“You cannot say, or guess, for you know only
A heap of broken images, where the sun beats,
And the dead tree gives no shelter, the cricket no relief,
And the dry stone no sound of water.”
This will be my last post on this blog. It’s going to be filled with real talk, and will probably be less logical (and more personal) than I want it to be. It’s a rough draft of bigger ideas and burning memories. You’ve been warned.
Throughout this summer I’ve been able to go on some amazing weekend trips all over KwaZulu Natal. It’s been a luxury and I’ve had some adventures I’ll never forget. Last weekend, I was barricaded in Tugela Ferry. The community went on strike.
Water and power shortages have plagued the area for a few weeks, and many of the outlying villages have reached their wit’s end. Combine no water with a lot of very sick people, and you get a recipe for death—even above the usual “death is around every corner” or “life is crazy” threshold I’ve gotten used to. There’s a one lane bridge over the Tugela River. Strikers put boulders, bricks, tree branches, anything they can find on the only roads in and out of the town. They marched down the streets and closed down the local stores.
Monday morning came and nothing changed. There’s still no water; the roads were cleared. Life goes on. Life always goes on. I went to the store and bought a half gallon of milk and that night I had a hot shower behind the barbed wire fence that protects the hospital. As I showered I almost forgot that this water might be better used for a dying person. Should I feel guilty? I don’t know. I didn’t stop showering.
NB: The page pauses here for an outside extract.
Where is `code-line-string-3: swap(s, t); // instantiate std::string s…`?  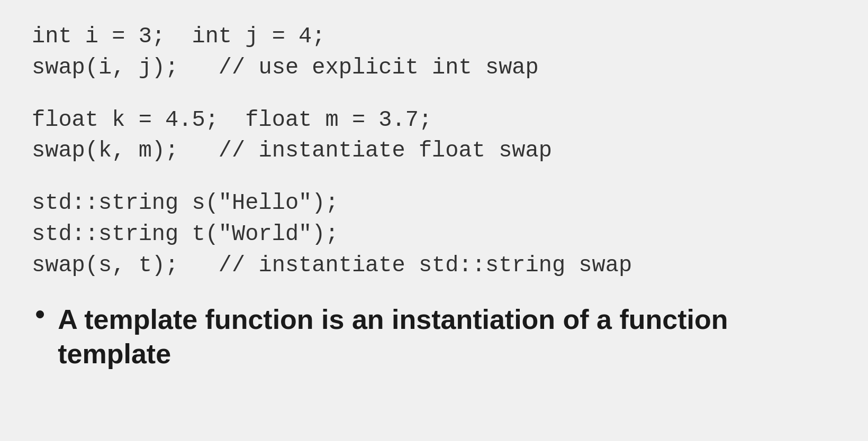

Things are rough here, but not that rough. South Africa is a middle-income country, and there are enough roads, hot water, cell phones, and Coca Cola signs even in Tugela Ferry for me to have lived quite comfortably. After getting internet and power back I read up on Gaza and Israel, plane crashes left and right, and Ebola doctors dying. Hey, at least here people are organized and civilized enough to go on a strike; it’s not a war zone. At least here, there’s a hospital, not the burnt up remnants of bombed medical facilities. Living here has made me appreciate New Haven, and hearing about Congolese refugee camps has made me appreciate Tugela Ferry. It’s all relative. I’m struggling to balance gratitude and discomfort; I have no idea how to contextualize my experiences.
I suppose that means it’s time for one last attempt to paint a picture with words.
At the bottom of South Africa there is a place called Cape Agulhas where the Indian and Atlantic Oceans meet. It’s a line in the water at which two worlds collide. This summer, I’ve walked that line every day.
Tugela Ferry is the Wild West, untamed and unruly and unpredictable. Driving down the road, and you hit a child? Talk to the police. Driving down the road and you kill a cow? Run (or drive) for your life; the vigilante “livestock police” will be out for vengeance if they ever get wind of your doing. Cows are money generators; children money drains.
Tugela Ferry is also modernizing, quick—and not always in the best way. Taverns are extremely popular, as is drinking. To excess. Any evening. Then driving drunk, getting in fights, and ending up on the street. French fries are served everywhere, and Coca Cola has planted its feet firmly into the rural landscape. The intricate Zulu beadwork is being replaced with mass produced plastic; authentic “Zulu cuisine,” as someone told me, is “eating whatever you can get.” That, and fermented milk (don’t try the fermented milk).
Everything clashes. The area is developing, yet poor, losing tradition, yet gaining very little of the positives of “modernization.”
It’s easy to point out the problems, easy to throw out buzzwords. Look at me go. Easy to say that the double burden of disease is so high due to the vicious cycle of poverty and food deserts. The infrastructure needs overhauling. Financial incentives to receive proper medical care aren’t overcoming the stigma of HIV. If only we had a few more startups, a few more NGOs, a lot more money, and perhaps dialysis for the god-forsaken patients that come in with kidney failure…
Is this too bleak? Maybe. I think I’ve realized bleakness inspires me. Because while things may not be efficient, while there may be too many problems to count, while everything seems like it’s on the brink of collapse, it is better than it was before. It takes time, so much time—the smallest of baby steps and the refusal to look back. Bringing about change is the process of water wearing down a rock or two oceans mixing. It’s about dedicating your life to a cause or a person or a reason and then realizing you may never reach that finish line, or tick the checkbox, or cross off the to-do list fully. No matter. Reflect, try harder, keep going. The contributions still count None of us individually does enough, but all of us combined make up the grinding gears of progress.
Almost done here. I’ll miss it and I won’t miss it at all. I’ll move forward and I won’t look back.
“What have we given?
My friend, blood shaking my heart
The awful daring of a moment’s surrender
Which an age of prudence can never retract
By this, and this only, we have existed
Which is not to be found in our obituaries.”